250,000 Syria refugees will flee to Kurdistan Region in ‘worst case scenario’: official

ERBIL, Kurdistan Region – As the ceasefire deal in northern Syria brokered by the United States and Turkey comes to an end on Tuesday, the Kurdistan Region of Iraq is braced for a fresh wave of potentially tens of thousands of refugees.

Hoshang Mohamed Abdulrahman, Director General of the Joint Crisis Coordination Centre (JCC) at the Kurdistan Regional Government (KRG) Ministry of Interior, told Rudaw English on Tuesday the Region will struggle to manage such a huge number of refugees without international assistance. 

“As expected, the crisis in Syria will definitely impact the Kurdistan Region and it will have huge consequences. Right now we are facing new waves of refugees,” Abdulrahman said.

“As the situation continues to escalate and worsen in this region, we expect a quarter of a million people will be fleeing into the Kurdistan Region in the worst case scenario. This is an additional burden to our already depleted capacity.”

Some 165,000 people have been displaced from the towns and villages along Syria’s northern border with Turkey since Ankara launched its offensive on October 10. 

The United Nations and aid agencies are laying plans to accept 50,000 Syrians into the Kurdistan Region of Iraq in the coming months, according to the Norwegian Refugee Council (NRC).

In the last 24 hours alone, some 1,736 Syrian refugees have crossed into the Region – the highest number to arrive in a single day since the Turkish operation began. 

The KRG and aid agencies have established reception centers on the shared border linking Kurdish-controlled northeast Syria and the Iraqi Kurdish province of Duhok. From there, families are being bussed to camps in Domiz and Bardarash.

“We’re seeing hundreds arriving into Iraq every day and we expect more to arrive, not only because of the fighting but also because of the fear of what is going to happen next,” said NRC’s Iraq Country Director Rishana Haniffa on Tuesday. 

“Syrians who wish to cross to safety in Iraq must be allowed to do so, without any delay.”

The JCC director general said the KRG is working with aid agencies to respond to the crisis.

“We are exerting all of our efforts that we have at the regional level, within our departments and ministries. We are coordinating with our partners like UN agencies … to mobilize the required funds and resources for implementing the contingency plan we have developed for this influx of Syrian refugees,” he said. 

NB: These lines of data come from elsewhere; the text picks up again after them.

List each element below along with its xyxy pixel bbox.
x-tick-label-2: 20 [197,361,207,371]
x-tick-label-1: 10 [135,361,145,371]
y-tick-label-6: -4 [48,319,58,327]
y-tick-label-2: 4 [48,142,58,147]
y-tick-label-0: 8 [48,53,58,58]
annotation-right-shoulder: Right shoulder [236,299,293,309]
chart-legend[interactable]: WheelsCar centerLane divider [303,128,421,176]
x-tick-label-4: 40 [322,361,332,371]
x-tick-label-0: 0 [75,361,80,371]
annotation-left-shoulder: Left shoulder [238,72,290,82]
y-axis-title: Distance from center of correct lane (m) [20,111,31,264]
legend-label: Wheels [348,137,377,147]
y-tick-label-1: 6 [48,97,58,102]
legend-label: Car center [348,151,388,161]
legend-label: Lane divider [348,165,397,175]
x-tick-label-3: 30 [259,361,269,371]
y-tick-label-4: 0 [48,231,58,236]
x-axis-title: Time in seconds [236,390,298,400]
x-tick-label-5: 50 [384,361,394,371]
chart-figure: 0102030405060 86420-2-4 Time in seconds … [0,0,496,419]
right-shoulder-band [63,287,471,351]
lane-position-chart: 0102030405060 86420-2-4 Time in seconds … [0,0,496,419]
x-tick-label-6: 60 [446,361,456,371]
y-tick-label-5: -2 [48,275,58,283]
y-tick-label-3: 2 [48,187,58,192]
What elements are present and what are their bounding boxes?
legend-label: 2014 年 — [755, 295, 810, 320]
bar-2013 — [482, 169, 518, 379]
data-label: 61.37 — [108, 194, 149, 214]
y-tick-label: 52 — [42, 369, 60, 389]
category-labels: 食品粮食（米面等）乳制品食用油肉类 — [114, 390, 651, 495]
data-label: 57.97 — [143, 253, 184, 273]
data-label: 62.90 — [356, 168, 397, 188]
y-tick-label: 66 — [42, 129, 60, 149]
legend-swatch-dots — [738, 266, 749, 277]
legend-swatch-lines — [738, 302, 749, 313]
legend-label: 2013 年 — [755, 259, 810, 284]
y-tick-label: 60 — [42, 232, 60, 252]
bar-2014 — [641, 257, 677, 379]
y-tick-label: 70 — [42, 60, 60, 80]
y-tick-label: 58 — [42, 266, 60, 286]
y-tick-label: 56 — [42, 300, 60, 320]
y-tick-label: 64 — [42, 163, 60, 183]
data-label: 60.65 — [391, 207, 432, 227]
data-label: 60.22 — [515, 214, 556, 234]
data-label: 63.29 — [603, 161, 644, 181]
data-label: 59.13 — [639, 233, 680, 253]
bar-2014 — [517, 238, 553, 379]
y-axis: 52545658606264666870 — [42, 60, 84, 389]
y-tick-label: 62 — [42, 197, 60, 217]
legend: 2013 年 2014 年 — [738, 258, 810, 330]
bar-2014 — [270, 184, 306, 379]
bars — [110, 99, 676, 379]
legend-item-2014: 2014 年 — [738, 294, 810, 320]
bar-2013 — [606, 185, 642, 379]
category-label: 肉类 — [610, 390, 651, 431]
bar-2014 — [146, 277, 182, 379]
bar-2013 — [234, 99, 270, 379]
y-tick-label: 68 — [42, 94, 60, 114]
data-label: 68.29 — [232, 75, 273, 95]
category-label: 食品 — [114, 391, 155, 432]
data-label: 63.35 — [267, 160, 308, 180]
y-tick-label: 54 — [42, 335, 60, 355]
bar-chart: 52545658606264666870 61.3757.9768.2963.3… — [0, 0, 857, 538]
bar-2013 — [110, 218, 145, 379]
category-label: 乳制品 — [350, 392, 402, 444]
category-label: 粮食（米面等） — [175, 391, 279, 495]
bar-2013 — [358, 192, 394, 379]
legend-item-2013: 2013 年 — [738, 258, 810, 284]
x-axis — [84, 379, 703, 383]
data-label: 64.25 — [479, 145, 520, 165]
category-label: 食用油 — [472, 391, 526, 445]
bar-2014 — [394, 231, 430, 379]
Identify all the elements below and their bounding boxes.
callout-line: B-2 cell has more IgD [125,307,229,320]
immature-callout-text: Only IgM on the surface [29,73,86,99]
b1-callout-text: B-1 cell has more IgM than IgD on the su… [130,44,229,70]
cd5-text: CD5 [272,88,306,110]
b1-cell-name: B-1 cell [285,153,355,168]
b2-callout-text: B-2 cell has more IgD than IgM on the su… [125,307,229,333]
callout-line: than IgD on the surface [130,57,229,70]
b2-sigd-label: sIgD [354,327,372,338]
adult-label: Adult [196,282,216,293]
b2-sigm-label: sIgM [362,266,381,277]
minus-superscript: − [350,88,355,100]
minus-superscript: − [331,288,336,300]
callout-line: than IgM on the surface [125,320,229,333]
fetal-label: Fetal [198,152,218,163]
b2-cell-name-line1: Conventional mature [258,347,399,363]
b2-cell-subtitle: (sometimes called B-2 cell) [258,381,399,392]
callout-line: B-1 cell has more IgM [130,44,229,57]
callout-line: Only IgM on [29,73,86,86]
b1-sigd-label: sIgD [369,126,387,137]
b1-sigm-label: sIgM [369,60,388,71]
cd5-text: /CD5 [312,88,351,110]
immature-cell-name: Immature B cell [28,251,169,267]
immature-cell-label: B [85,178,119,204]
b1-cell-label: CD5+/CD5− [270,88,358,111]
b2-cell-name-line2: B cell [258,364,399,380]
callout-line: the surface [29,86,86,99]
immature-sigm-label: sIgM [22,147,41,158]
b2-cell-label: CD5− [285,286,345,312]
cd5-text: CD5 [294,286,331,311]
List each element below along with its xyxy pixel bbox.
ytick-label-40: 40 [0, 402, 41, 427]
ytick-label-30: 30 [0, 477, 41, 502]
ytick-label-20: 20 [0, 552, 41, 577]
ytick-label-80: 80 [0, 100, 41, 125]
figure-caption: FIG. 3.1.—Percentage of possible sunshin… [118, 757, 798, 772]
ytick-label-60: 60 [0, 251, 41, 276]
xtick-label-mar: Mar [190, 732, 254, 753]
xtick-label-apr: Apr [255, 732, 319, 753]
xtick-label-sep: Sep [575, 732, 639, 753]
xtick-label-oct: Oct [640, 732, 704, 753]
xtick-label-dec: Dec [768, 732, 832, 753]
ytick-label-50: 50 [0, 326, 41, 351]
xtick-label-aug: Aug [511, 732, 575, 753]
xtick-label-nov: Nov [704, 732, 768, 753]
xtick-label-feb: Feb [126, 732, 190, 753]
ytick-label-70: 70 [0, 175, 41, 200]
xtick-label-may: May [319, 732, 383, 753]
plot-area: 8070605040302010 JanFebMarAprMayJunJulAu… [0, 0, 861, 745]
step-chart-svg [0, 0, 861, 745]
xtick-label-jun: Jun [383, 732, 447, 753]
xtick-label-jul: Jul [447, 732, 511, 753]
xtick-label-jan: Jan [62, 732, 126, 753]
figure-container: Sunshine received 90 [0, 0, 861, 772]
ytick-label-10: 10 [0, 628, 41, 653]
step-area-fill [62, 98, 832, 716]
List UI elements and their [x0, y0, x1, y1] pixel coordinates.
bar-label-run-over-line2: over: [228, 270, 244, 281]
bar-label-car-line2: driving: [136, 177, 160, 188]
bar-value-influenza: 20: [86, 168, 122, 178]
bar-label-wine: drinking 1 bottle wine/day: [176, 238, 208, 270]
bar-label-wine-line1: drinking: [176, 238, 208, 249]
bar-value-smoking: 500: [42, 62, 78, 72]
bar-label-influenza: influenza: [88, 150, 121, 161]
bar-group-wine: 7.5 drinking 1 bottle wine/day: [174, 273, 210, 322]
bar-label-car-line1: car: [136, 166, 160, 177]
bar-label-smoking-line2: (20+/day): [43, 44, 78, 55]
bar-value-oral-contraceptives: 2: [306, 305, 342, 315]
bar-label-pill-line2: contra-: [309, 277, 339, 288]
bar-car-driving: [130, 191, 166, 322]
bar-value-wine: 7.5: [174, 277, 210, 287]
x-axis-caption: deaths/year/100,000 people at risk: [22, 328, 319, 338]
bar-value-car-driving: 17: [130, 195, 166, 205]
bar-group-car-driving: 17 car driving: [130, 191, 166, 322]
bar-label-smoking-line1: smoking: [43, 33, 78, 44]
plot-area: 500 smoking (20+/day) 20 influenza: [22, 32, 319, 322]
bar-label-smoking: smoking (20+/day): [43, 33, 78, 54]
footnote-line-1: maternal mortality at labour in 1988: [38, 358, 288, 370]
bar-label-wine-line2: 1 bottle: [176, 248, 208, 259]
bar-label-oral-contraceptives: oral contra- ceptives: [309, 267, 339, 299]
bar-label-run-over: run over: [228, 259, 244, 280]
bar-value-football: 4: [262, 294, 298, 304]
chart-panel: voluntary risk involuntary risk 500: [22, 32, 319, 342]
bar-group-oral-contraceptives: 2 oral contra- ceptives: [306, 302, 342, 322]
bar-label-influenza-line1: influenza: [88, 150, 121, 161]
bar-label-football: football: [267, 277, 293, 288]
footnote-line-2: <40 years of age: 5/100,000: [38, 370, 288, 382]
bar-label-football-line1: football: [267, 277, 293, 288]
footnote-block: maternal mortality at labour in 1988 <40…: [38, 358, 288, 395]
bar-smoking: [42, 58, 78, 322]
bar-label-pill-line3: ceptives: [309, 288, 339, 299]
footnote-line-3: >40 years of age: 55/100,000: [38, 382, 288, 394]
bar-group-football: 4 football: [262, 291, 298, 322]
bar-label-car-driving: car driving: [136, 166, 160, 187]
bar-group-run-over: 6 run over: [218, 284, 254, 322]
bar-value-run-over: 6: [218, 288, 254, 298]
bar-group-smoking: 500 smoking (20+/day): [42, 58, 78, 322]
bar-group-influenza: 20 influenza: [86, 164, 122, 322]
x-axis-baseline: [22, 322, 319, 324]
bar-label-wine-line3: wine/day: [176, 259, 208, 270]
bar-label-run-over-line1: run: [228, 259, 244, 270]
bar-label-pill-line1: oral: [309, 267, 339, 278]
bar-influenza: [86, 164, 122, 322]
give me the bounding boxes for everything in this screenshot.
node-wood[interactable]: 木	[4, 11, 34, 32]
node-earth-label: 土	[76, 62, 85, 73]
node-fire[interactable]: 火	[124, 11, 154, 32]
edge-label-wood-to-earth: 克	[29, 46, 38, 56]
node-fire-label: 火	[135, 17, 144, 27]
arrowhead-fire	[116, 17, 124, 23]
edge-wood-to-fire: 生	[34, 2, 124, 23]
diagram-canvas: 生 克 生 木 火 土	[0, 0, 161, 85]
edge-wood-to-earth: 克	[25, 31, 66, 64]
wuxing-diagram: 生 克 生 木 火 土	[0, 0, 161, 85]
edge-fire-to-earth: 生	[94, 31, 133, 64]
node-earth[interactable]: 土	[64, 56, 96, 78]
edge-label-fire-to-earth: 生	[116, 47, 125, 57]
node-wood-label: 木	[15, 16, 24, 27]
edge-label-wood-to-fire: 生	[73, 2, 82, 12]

“Currently we have been able to manage the first influx of Syrian refugees, but we are concerned beyond that if we receive thousands, tens of thousands, or hundreds of thousands, then it will be a really big burden and very difficult for us to do it alone,” Abdulrahman said.

The Kurdistan Region of Iraq is already hosting around a quarter of a million Syrian refugees who fled earlier bouts of violence in neighboring Syria. It is also home to tens of thousands of internally displaced persons from Iraqi provinces impacted by the war with the Islamic State (ISIS).

“Still we are hosting 791,000 Iraqi IDPs in the Kurdistan Region and also the 237,000 Syrian refugees that fled to the Kurdistan Region from 2012 onward,” the director general said, pointing out that many have been unable to return to their homes owing to security threats and a lack of services.

“The IDPs want to return, but many of them are coming back to our camps in the Kurdistan Region,” he said. 

“For instance, this year we have received over 6,400 IDPs who want to return, but due to money reasons they are coming back, leaving their homes or areas, like absence of security protection, especially after the ISIS activities in these areas and then the absence of services, livelihoods, job opportunities. So these people cannot survive after they return,” Abdulrahman added.